The answer will be determined tonight at 7 at the City Council meeting, which was pushed back 24 hours by Presidents Day.

The recession’s impact on Culver City is affecting City Hall’s planning for a string of events it has backed for years.

Long-presumed fiscal support of favorite promotions, in the name of one of those bulky, bland, bureaucratic phrases, “economic development,” is being re-evaluated.

One reason is the recession and the other is that Downtown has been richly developed throughout the early years of the new century.

Given the commerce explosion Downtown, especially in the last five years, the district no longer is the ignored, wandering waif that it was through most of Culver City’s history.

Sources say that the future role of City Hall in entrenched, city-backed events — Fiesta La Ballona, the Summer Concert Series, Artwalk, the Fourth of July Fireworks — no longer can be assumed.

The Car Show has been a fixture for five years on a Saturday in May. It is scheduled for May 9 — if the money materializes.

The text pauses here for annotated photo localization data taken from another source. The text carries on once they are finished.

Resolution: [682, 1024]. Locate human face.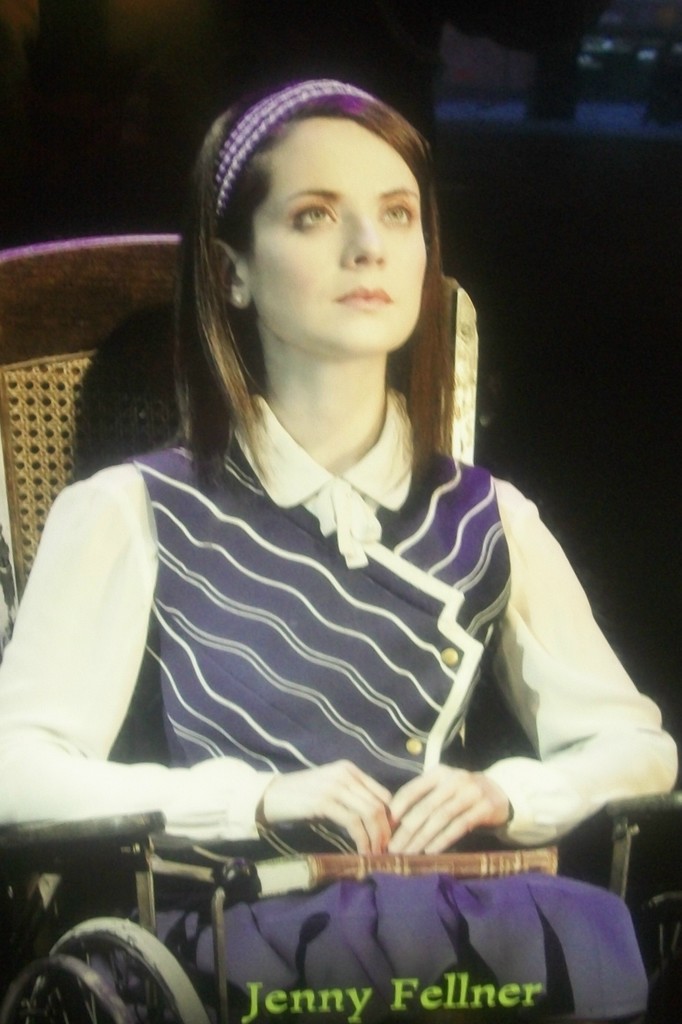
BBox(250, 118, 426, 355).
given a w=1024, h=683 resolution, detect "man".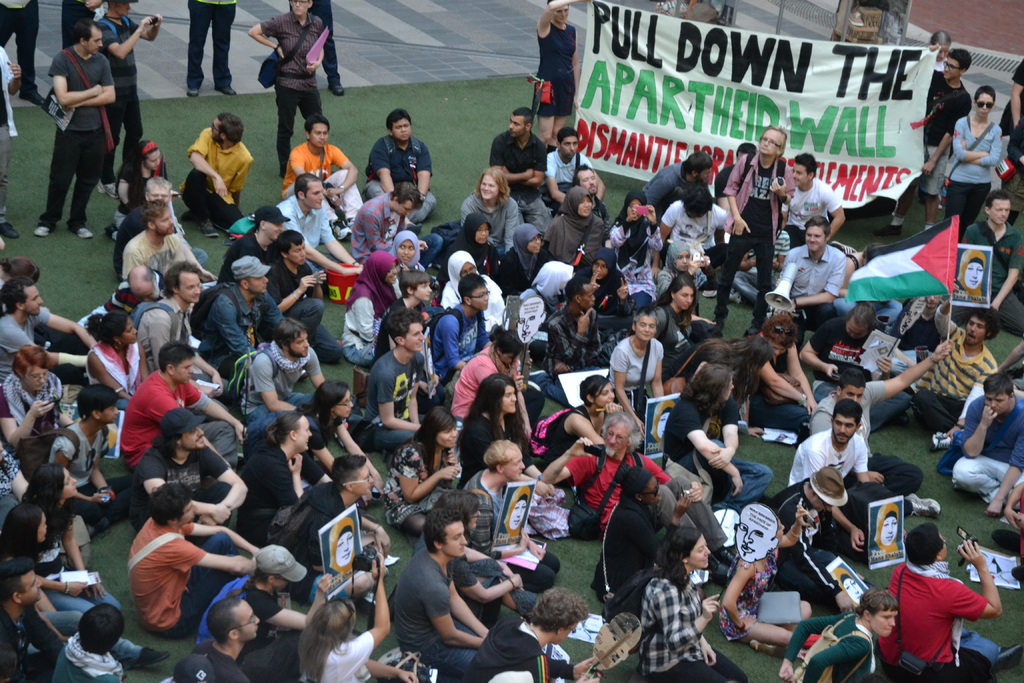
crop(799, 308, 912, 427).
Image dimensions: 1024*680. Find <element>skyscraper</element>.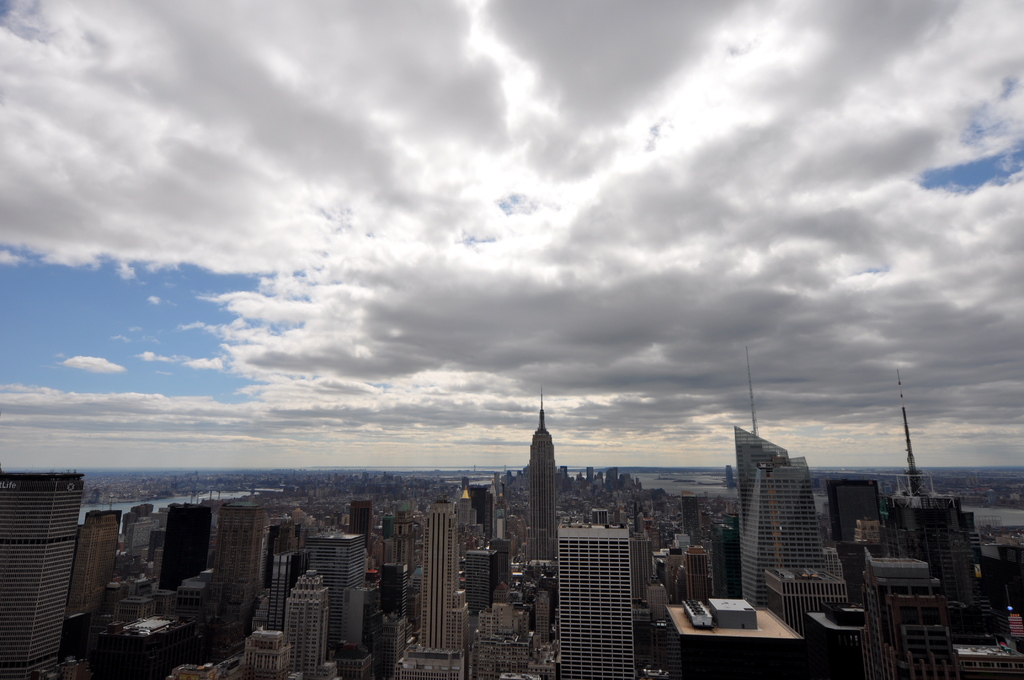
(x1=552, y1=501, x2=641, y2=679).
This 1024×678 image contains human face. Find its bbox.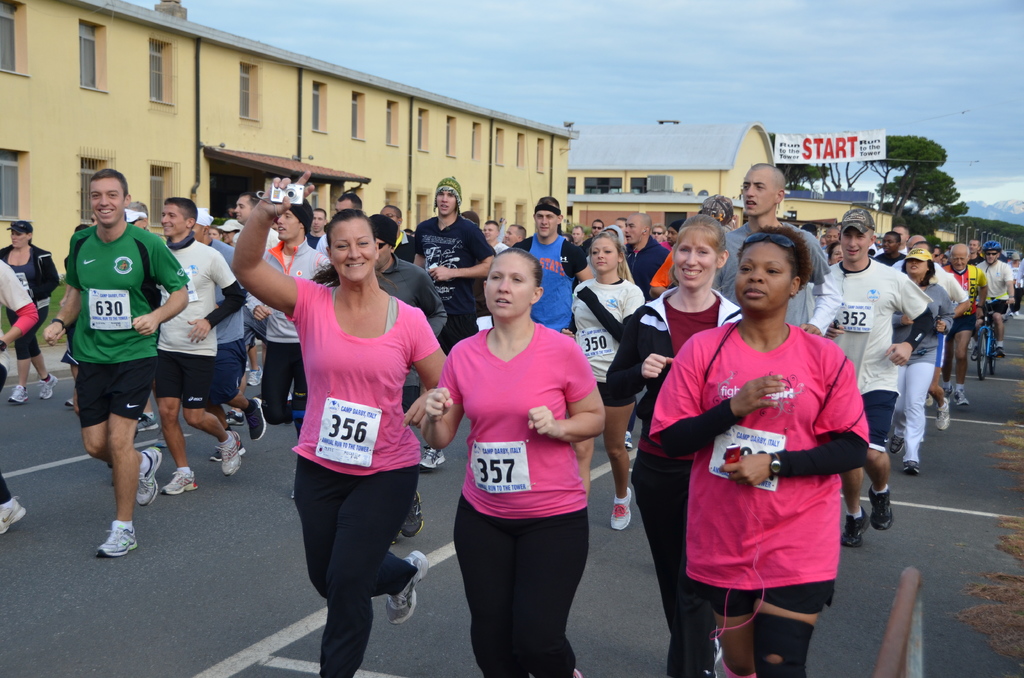
detection(735, 239, 796, 312).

Organized and sponsored by the Exchange Club, it is a grand civic display, spread across Downtown in the forms of hundreds of old and classic cars.

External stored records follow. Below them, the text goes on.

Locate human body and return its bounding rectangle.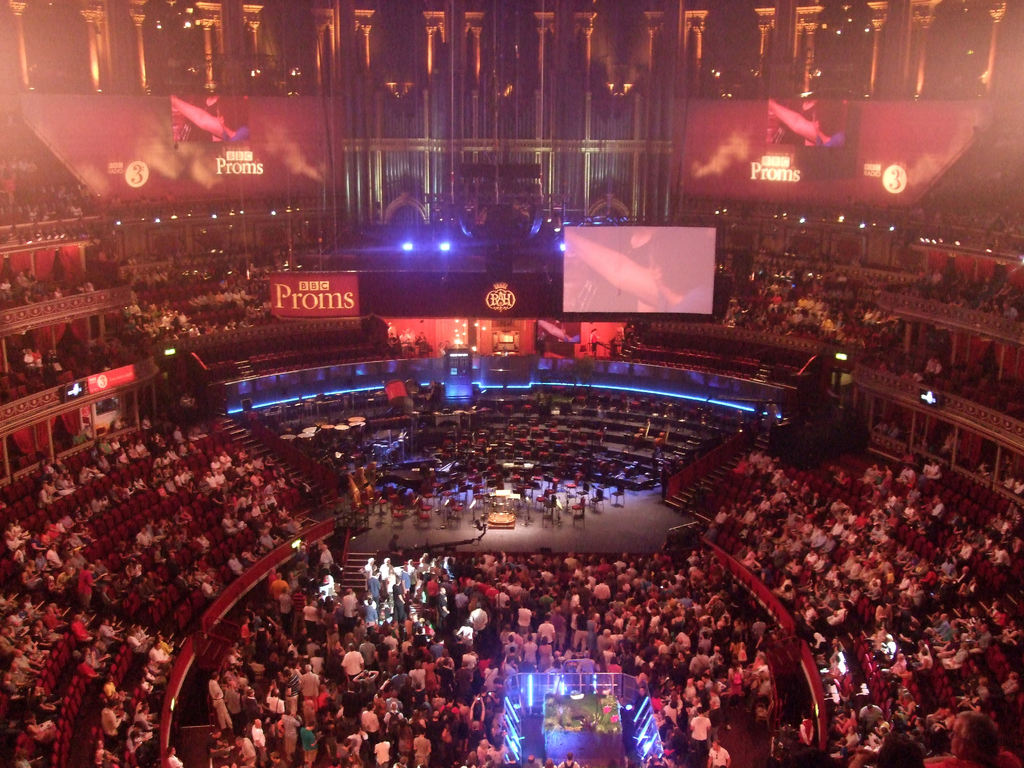
<region>756, 641, 765, 660</region>.
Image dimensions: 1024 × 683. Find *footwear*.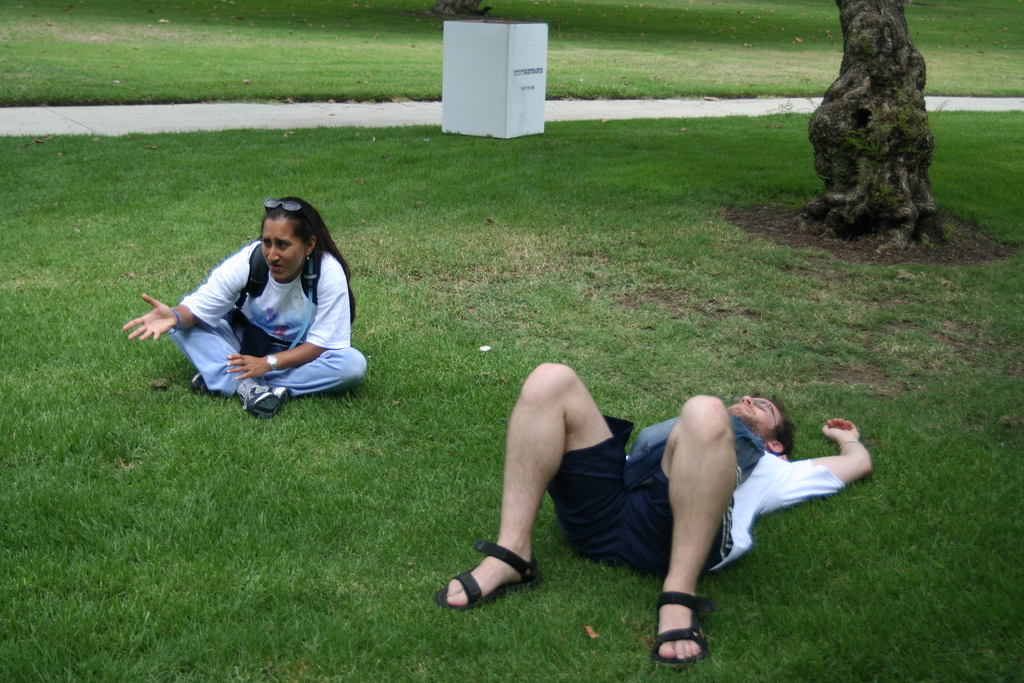
[x1=653, y1=585, x2=719, y2=670].
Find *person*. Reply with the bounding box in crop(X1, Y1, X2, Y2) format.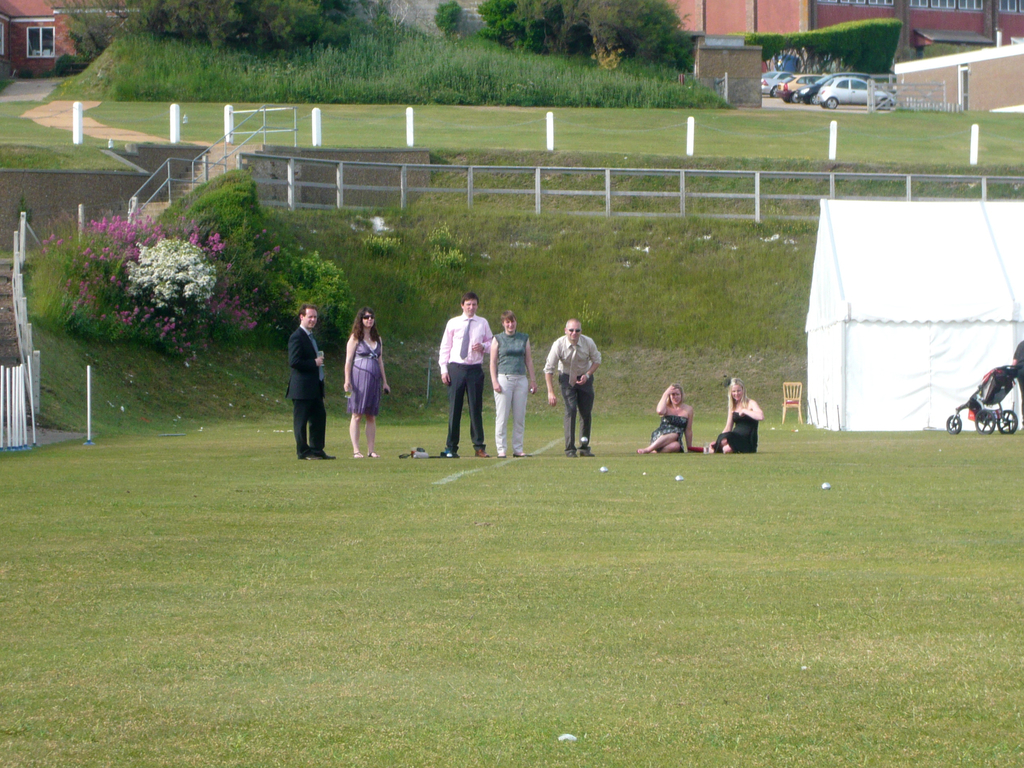
crop(710, 396, 764, 454).
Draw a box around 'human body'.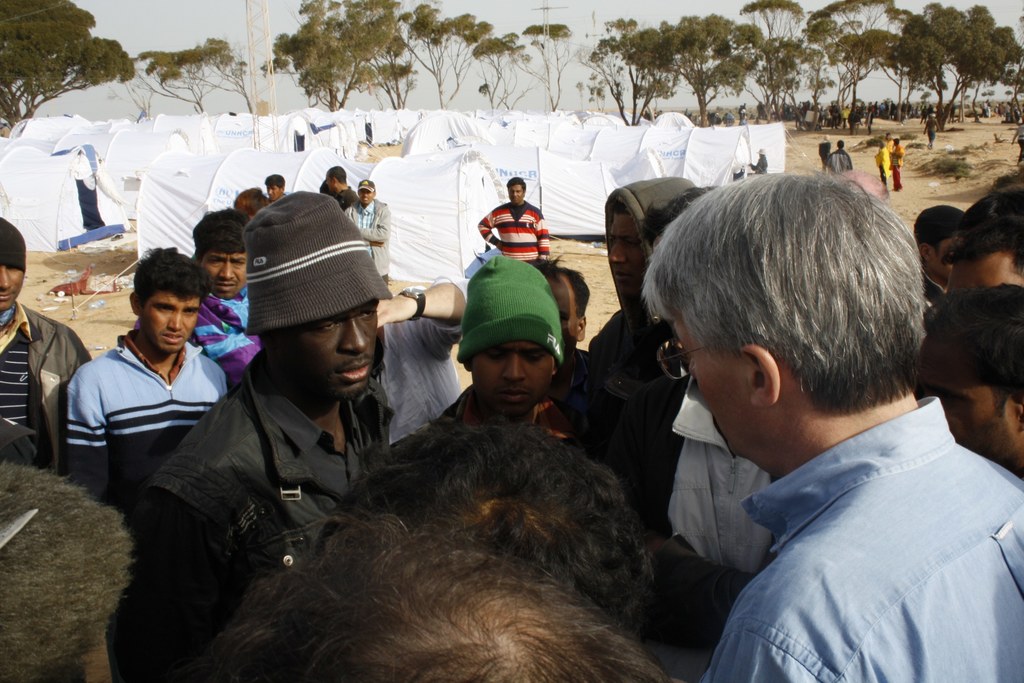
{"x1": 475, "y1": 204, "x2": 551, "y2": 262}.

However, the Car Show never has paid its way, a thorny matter that is aired every year at this time.

It is as traditional for the sponsors to stand before the City Council and plead for a heavy handout as it has been to stage the event itself.

Every year, never smoothly, the Council has said “yes.”

But when the sponsors ask once again tonight for a fee waiver request, amounting to $10,000, the outcome is unclear.

City Hall, as noted, is retooling its thinking about handing money over to each person who deems his cause worthy.

Will the Council assent to helping some groups but not others? Or will it consent to a flat, low handout for groups that meet particular requirements?

The first test is imminent.

With three of the five Council members confronting this subject for the first time, City Hall sources speculated this morning that the vote may be “no” for the first time.